"Know your enemy"â-âSun Tzu, The Art of War
Modern cybersecurity practices use threat modeling to identify weak components in a software system, and use that information to design and prioritize defenses against intrusion and attack. Threat modeling ask questions like "what are the weakest parts of our system", "how could an attacker breach our network", and "what types of attacks should we be worried about." To better answer these questions, it is useful to understand the types of attackers you or your organization may fall victim to.
Fields like User Experience design, Advertising, and Marketing have long used contrived personas to better understand their users and customers. These techniques are easily transferable to the security industry and can be used to create attacker personas. By identifying several common classes of attackers, you can use them to improve your threat model. Different types of attackers have different means, motives, and resources and their attacks leave different signatures. Knowing your enemy goes a long way in defending against them.
I've compiled a short list of eight attacker personas to help you get started below. This list is by no means exhaustive, but all of these classes exist in some capacity today, and are real and present danger to many systems in the wild.
Advanced Persistent Threat (APT) | Limitless Budgets
Nation state attackers are well funded, coordinated, state-sponsored, and militant in execution. Their motivations are strategic and can include stealing trade secrets and theft or destruction of property or data. Nation state attackers often present themselves as Advanced Persistent Threats (APTs): they are highly skilled and their attacks are calculated and narrowly targeted. Full compromise of an APT's target is nearly inevitable. Once they have a foothold, it's not uncommon for the threat actors to remain silently present in a system or network for months or years before exfiltrating data or damaging systems. Historically, these threats have originated from China, Russia, North Korea, Israel, and the United States.
Skill-limited | Borrows Offensive Scripts and Toolkits | Resourceful | Careless
The script kiddie is an unskilled hacker who reuses scripts and leverages automated attack tools to compromise a victim's system. What they lack in technical skill they make up for in resourcefulness. Their attacks are often broadly scoped and noisy, but quite effective if they are not detected and automatically protected against. Unpatched or outdated software exploits are a common attack vector for script kiddies, as they can re-use existing PoC code and tools like metasploit to scan and target systems that don't receive regular package updates. The power of the script kiddie increases each year as the number of advanced attack scripts and automated tooling is released on the public internet.
Bug Bounty Hunter | Academic Researcher | Independent Researcher
The security researcher is a white- or gray-hat hacker looking to find undisclosed or original vulnerabilities in software systems. They are highly skilled and perhaps more importantly, knowledgeable about a wide range of attack methodologies and techniques. They often communicate with security teams and use coordinated disclosure and CVEs to announce and remediate the vulnerabilities they find. They are economically or socially motivated to discover vulnerabilities, and while they often are well-intended, their behavior can have unintended consequences for their attack targets which can lead to information leak, DoS, and bad press.
Spammer | Malvertiser | Card Fraudster | Ransomware
The fraudster's primary goal is monetary, and their techniques range from email spamming to illicit cryptocurrency mining and ransomware. Fraudsters often live in countries that condone their behavior or don't have extradition laws with the US, and therefore aren't particularly worried about being caught.
Rogue Employees | Employees with Compromised Devices | Ex-Employees
The compromised employee can leverage insider knowledge and access to exert catastrophic damage to an organization. The risk of compromised employees extends far beyond rouge or ex-employees, as one of the most common attack vectors today is through compromised employee devices or client-side attacks. Without proper role-based access control, low-ranking employees can be as dangerous as admins.
Political | Hacking Group | Collaborative | Leakers
Hacktivists are politically motivated. They often organize in groups, and attack targets that represent or support ethics they disagree with. Hacktivists are known for leaks and DDoS attacks and often leave calling cards or publicly claim responsibility for their attacks.
Edge Cases | End-of-life Software | Confused Users
The unlucky or confused user isn't intending to compromise a system, but their behavior or negligence could inadvertently lead to a security incident. Unlucky users are inadvertent masters of misuse: They are confused by UIs, they repeatedly execute actions without understanding their meaning or consequence, and they are likely to be using out of date web browsers or operating systems. If a minor bug exists in production, these users will find a way to trigger it. If that minor bug turns out to be a major bug, your team may have a crisis on their hands.
Trusted Third Party | Open Source Maintainer | Browser Extension Purchaser
The package poisoner authors or gains control of a popular software package or dependency and uses it as malware. Long dependency chains and user trust can be easily subverted by a seemingly well-intended open source maintainer, or new owner of a much-loved program or addon. Now more than ever developers are relying on shared modules, dependencies, front-end themes, and browser extensions, all written and maintained by third parties. The package poisoner knowingly subverts a user's or developer's trust to execute arbitrary code on privileged machines and devices.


**THE TASK:**
The response should consist of the data below, copied exactly, with no pictures in it.

• • • • • • •

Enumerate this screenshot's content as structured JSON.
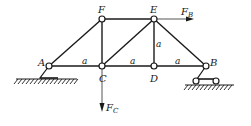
{
  "diagram": {
    "type": "truss",
    "nodes": {
      "A": {
        "label": "A",
        "x": 49,
        "y": 66
      },
      "C": {
        "label": "C",
        "x": 102,
        "y": 66
      },
      "D": {
        "label": "D",
        "x": 154,
        "y": 66
      },
      "B": {
        "label": "B",
        "x": 206,
        "y": 66
      },
      "F": {
        "label": "F",
        "x": 102,
        "y": 19
      },
      "E": {
        "label": "E",
        "x": 154,
        "y": 19
      }
    },
    "members": [
      [
        "A",
        "F"
      ],
      [
        "A",
        "C"
      ],
      [
        "F",
        "C"
      ],
      [
        "F",
        "E"
      ],
      [
        "C",
        "E"
      ],
      [
        "C",
        "D"
      ],
      [
        "E",
        "D"
      ],
      [
        "E",
        "B"
      ],
      [
        "D",
        "B"
      ]
    ],
    "dimension_labels": [
      {
        "text": "a",
        "between": "A-C"
      },
      {
        "text": "a",
        "between": "C-D"
      },
      {
        "text": "a",
        "between": "D-B"
      },
      {
        "text": "a",
        "between": "E-D"
      }
    ],
    "supports": [
      {
        "node": "A",
        "type": "pinned"
      },
      {
        "node": "B",
        "type": "roller"
      }
    ],
    "loads": [
      {
        "node": "E",
        "label": "F",
        "subscript": "B",
        "direction": "right"
      },
      {
        "node": "C",
        "label": "F",
        "subscript": "C",
        "direction": "down"
      }
    ],
    "colors": {
      "line": "#1a1a1a",
      "load": "#1a1a1a",
      "background": "#ffffff"
    }
  }
}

• • • • • • •

**EXERCISE ANSWER:**
Enumerate this screenshot's content as structured JSON.
{
  "diagram": {
    "type": "truss",
    "nodes": {
      "A": {
        "label": "A",
        "x": 49,
        "y": 66
      },
      "C": {
        "label": "C",
        "x": 102,
        "y": 66
      },
      "D": {
        "label": "D",
        "x": 154,
        "y": 66
      },
      "B": {
        "label": "B",
        "x": 206,
        "y": 66
      },
      "F": {
        "label": "F",
        "x": 102,
        "y": 19
      },
      "E": {
        "label": "E",
        "x": 154,
        "y": 19
      }
    },
    "members": [
      [
        "A",
        "F"
      ],
      [
        "A",
        "C"
      ],
      [
        "F",
        "C"
      ],
      [
        "F",
        "E"
      ],
      [
        "C",
        "E"
      ],
      [
        "C",
        "D"
      ],
      [
        "E",
        "D"
      ],
      [
        "E",
        "B"
      ],
      [
        "D",
        "B"
      ]
    ],
    "dimension_labels": [
      {
        "text": "a",
        "between": "A-C"
      },
      {
        "text": "a",
        "between": "C-D"
      },
      {
        "text": "a",
        "between": "D-B"
      },
      {
        "text": "a",
        "between": "E-D"
      }
    ],
    "supports": [
      {
        "node": "A",
        "type": "pinned"
      },
      {
        "node": "B",
        "type": "roller"
      }
    ],
    "loads": [
      {
        "node": "E",
        "label": "F",
        "subscript": "B",
        "direction": "right"
      },
      {
        "node": "C",
        "label": "F",
        "subscript": "C",
        "direction": "down"
      }
    ],
    "colors": {
      "line": "#1a1a1a",
      "load": "#1a1a1a",
      "background": "#ffffff"
    }
  }
}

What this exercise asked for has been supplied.